How to Save Us (2014) poster

How to Save Us (2014)

Rating:


USA/Australia. 2014.

Crew

Director/Screenplay – Jason Trost, Producer – David Hellmore, Photography – Phil Miller, Music – Tori Letzler, Visual Effects – Cinesaurus (Supervisor – Gabe Conroy), Makeup Effects – Cici Anderson, Production Design – Sarah Trost. Production Company – Trost Force Productions/Hellmore Productions.

Cast

Jason Trost (Bryan Everett), Coy Jandreau (Sam Everett), Tallay Wickham (Voice of Molly Everett)


Plot

39 days ago, the Australian island of Tasmania was placed under quarantine, ostensibly on the grounds that it was affected by plague. Bryan Everett receives a call from his sister Molly, urging him to go into the quarantine zone to find his younger brother Sam. Sam’s notebooks are filled with bizarre claims about spirit creatures that can only be detected with an infra-red camera or in their disruption of radio waves, and instructions about how to hide from them by covering oneself with the ashes of the dead. Smuggling ashore, Bryan sets about following Sam’s trail to find his whereabouts, all the while trying to avoid the ghostly creatures.

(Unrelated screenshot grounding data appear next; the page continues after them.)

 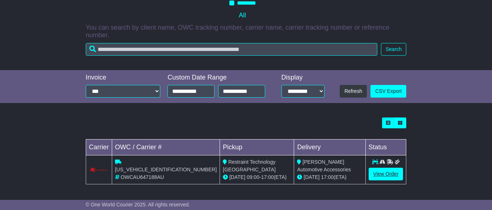 What do you see at coordinates (218, 78) in the screenshot?
I see `div: Custom Date Range` at bounding box center [218, 78].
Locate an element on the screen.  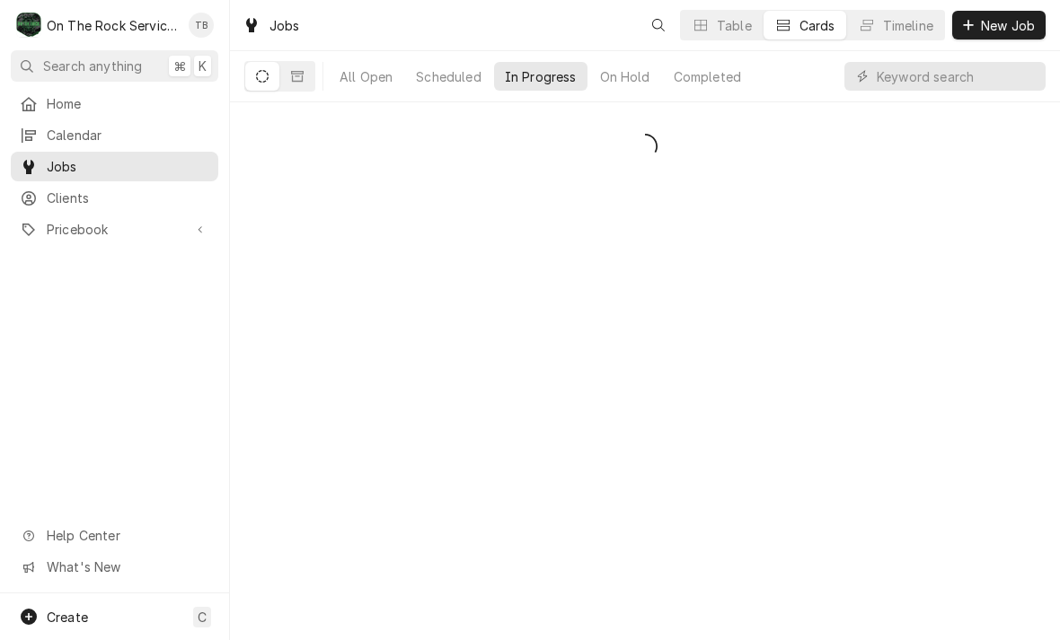
a: Home is located at coordinates (114, 103).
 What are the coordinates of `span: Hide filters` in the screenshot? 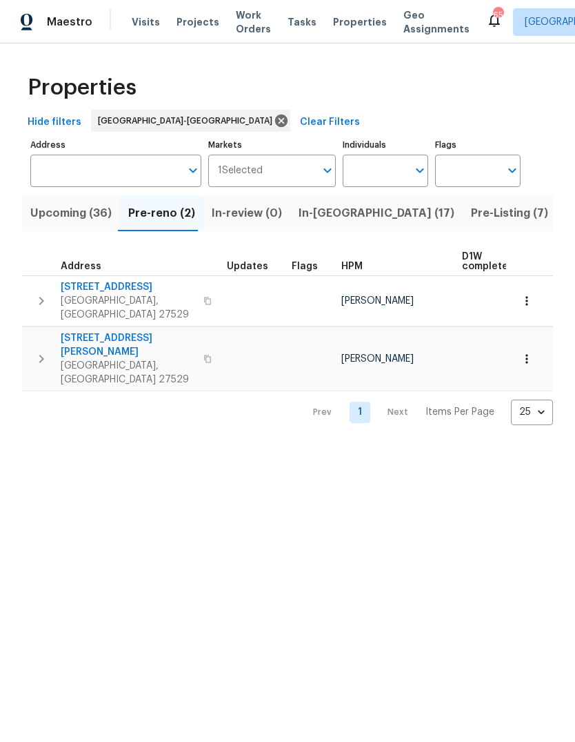 It's located at (55, 122).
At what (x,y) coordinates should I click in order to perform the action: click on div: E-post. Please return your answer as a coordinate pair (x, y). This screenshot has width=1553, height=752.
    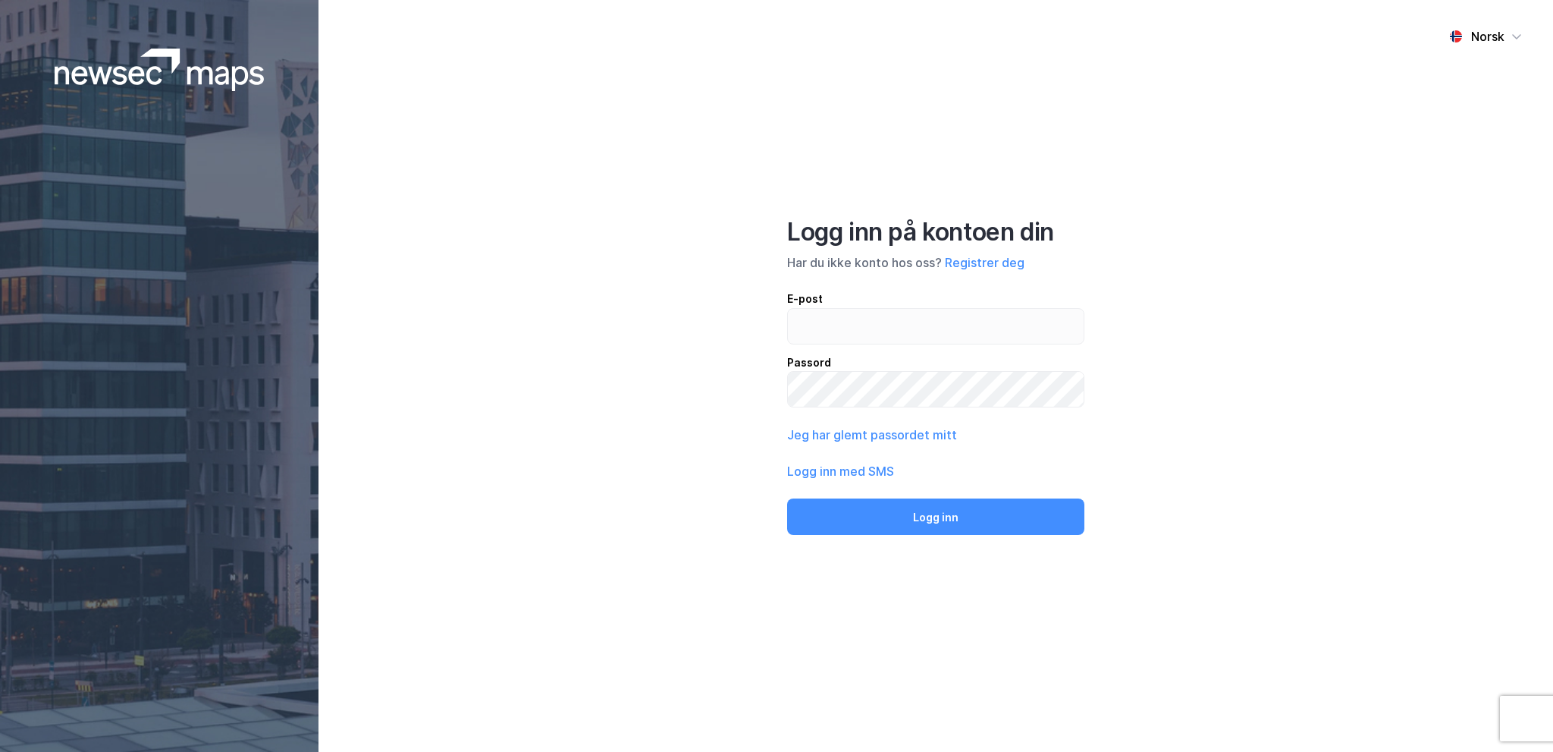
    Looking at the image, I should click on (936, 299).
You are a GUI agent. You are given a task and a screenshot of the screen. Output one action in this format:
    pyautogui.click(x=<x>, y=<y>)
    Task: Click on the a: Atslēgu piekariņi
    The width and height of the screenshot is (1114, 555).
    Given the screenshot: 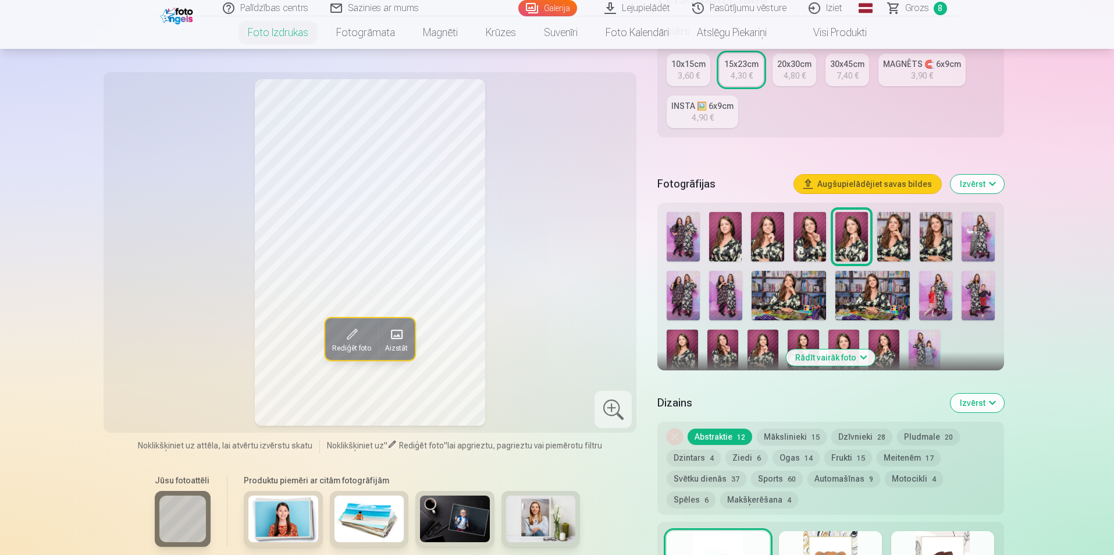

Jason Trost began directing, writing and starring in his own short films in 2007. He made his feature-length debut with The FP (2011) and went onto the non-genre Wet and Reckless (2013) and the low-budget superhero film All Superheroes Die (2011). Subsequent to this, Trost made sequels to his earlier films with All Superheroes Must Die: The Last Superhero (2016) and FP2: Beats of Rage (2018). He had made small acting appearances in a number of other films, most substantially as a deputy in Hatchet III (2013). Trost would appear to have fans in Australia and received Australian financing to shoot How to Save Us in Tasmania, the island to the southeast that is regarded as the boondocks by fairly much everybody who lives in the rest of the country.

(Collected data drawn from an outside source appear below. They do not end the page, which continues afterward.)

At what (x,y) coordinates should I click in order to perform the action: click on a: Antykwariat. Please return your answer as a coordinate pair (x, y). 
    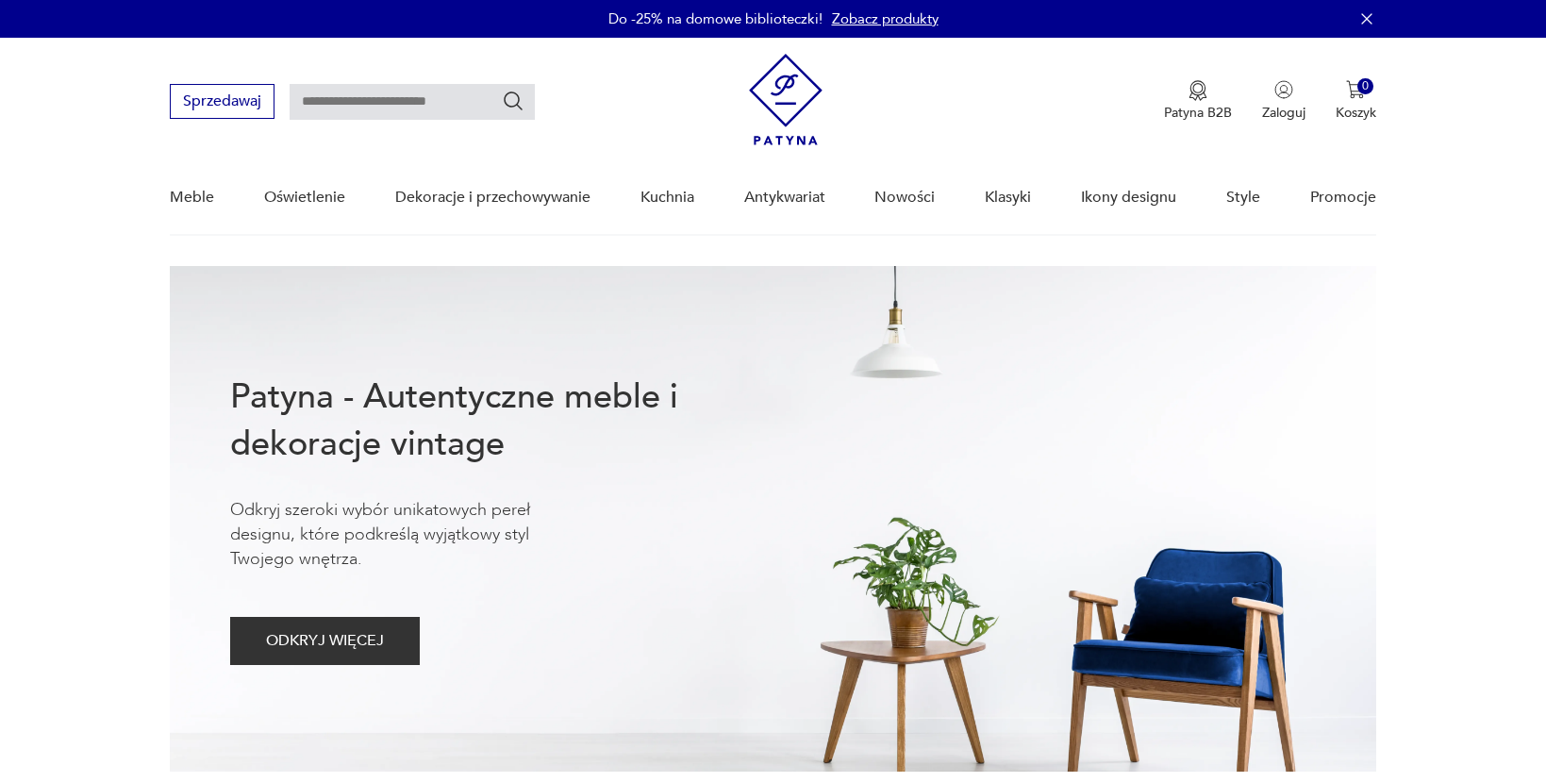
    Looking at the image, I should click on (785, 197).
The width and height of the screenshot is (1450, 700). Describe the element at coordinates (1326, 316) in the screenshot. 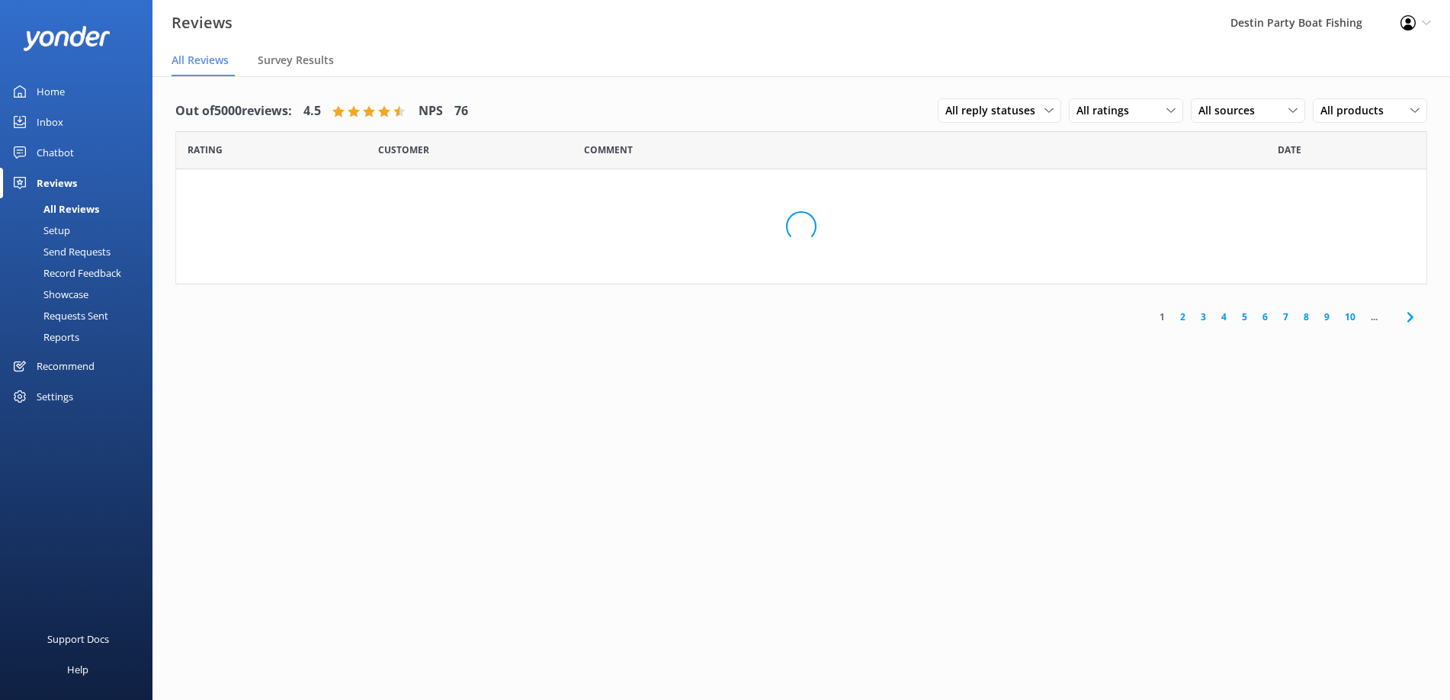

I see `a: 9` at that location.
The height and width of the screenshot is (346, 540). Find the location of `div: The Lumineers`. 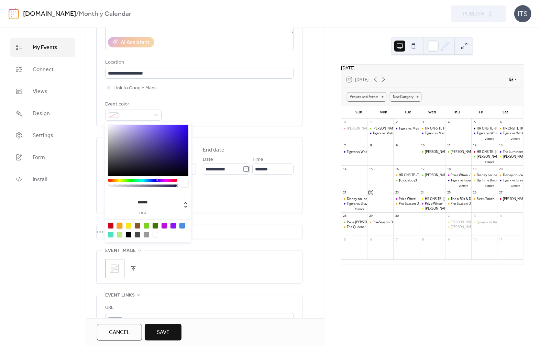

div: The Lumineers is located at coordinates (514, 152).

How to Save Us is a borderland zone film that reminds of works such as Stalker (1979) or Monsters (2010) that are set in mysterious terrestrial zones where something alien has happened to alter the terrain into an eerily otherworldly place or where the regular rules no longer apply. Australians have ventured into this territory before with films such as the classic The Picnic at Hanging Rock (1975), Incident at Raven’s Gate (1988) and the also Tasmanian-set tv series The Kettering Incident (2016).

I cannot say that I was a fan of All Superheroes Must Die but I was surprised by How to Save Us. Jason Trost has made a film on minimal resources – there are only two actors present and he plays one of them. Most of the film consists of Trost or Coy Jandreau as his brother walking through the fields and deserted townships of Tasmania. There is no almost dialogue – for the simple reason that the characters do not share any screen time – and the only spoken words that come throughout are from either’s voiceover narration. The only other character present is Tallay Wickham as the sister and she is only heard in a phone conversation with Trost at the start of the film. (For that matter, there is not a single scene in the film in which any of the characters share screen time together or with any other people). In many ways, what we have is a highly experimental film – one that has eschewed any kind of dramatic structure (there is no real plot to it) and mostly consists of characters walking through empty fields and/or the local bush.

Bryan (director Jason Trost) travelling into deserted Tasmania in search of his brother (Coy Jandreau) in How to Save Us (2014)
Bryan (director Jason Trost) (r) travelling into deserted Tasmania in search of his brother (Coy Jandreau) (l)

Despite this, How to Save Us absorbs with its intensely mysterious atmosphere. Even despite its lack of plot, the film holds you to it puzzled and wanting to know what is going on. Trost has created a uniquely original series of creatures and a fascinating set of rules for their behaviour/avoiding them. I genuinely reached the end of the film uncertain as to whether How to Save Us can be classified as science-fiction, as was my original assumption, or as fantasy/horror.

The biggest disappointment comes at the end where the film fragments off into a lack of answers. [PLOT SPOILERS]. Trost’s protagonist reaches an island and seems to enter a set of ruins that have been littered with items from his childhood where he wanders through encountering memories of the past. This left me unclear if this was some type of allegorical trip through the unconscious or we were meant to take the scenes literally and accept that the spirit beings had physically arranged items there for him to find. This resembles the climaxes of films like Solaris (1972) and Contact (1997), which have their respective protagonists travel into confrontation with the unknown only to find that what they bring with them/project onto the infinite is their unresolved family issues. The film trails off with a series of unresolved questions – what are the other-dimensional entities? Are they ghosts? Why have they taken over Tasmania and in a way that seems to resemble more an alien invasion than a haunting? This is a film that does fantastically well in the build-up but falters when it comes to the payoff.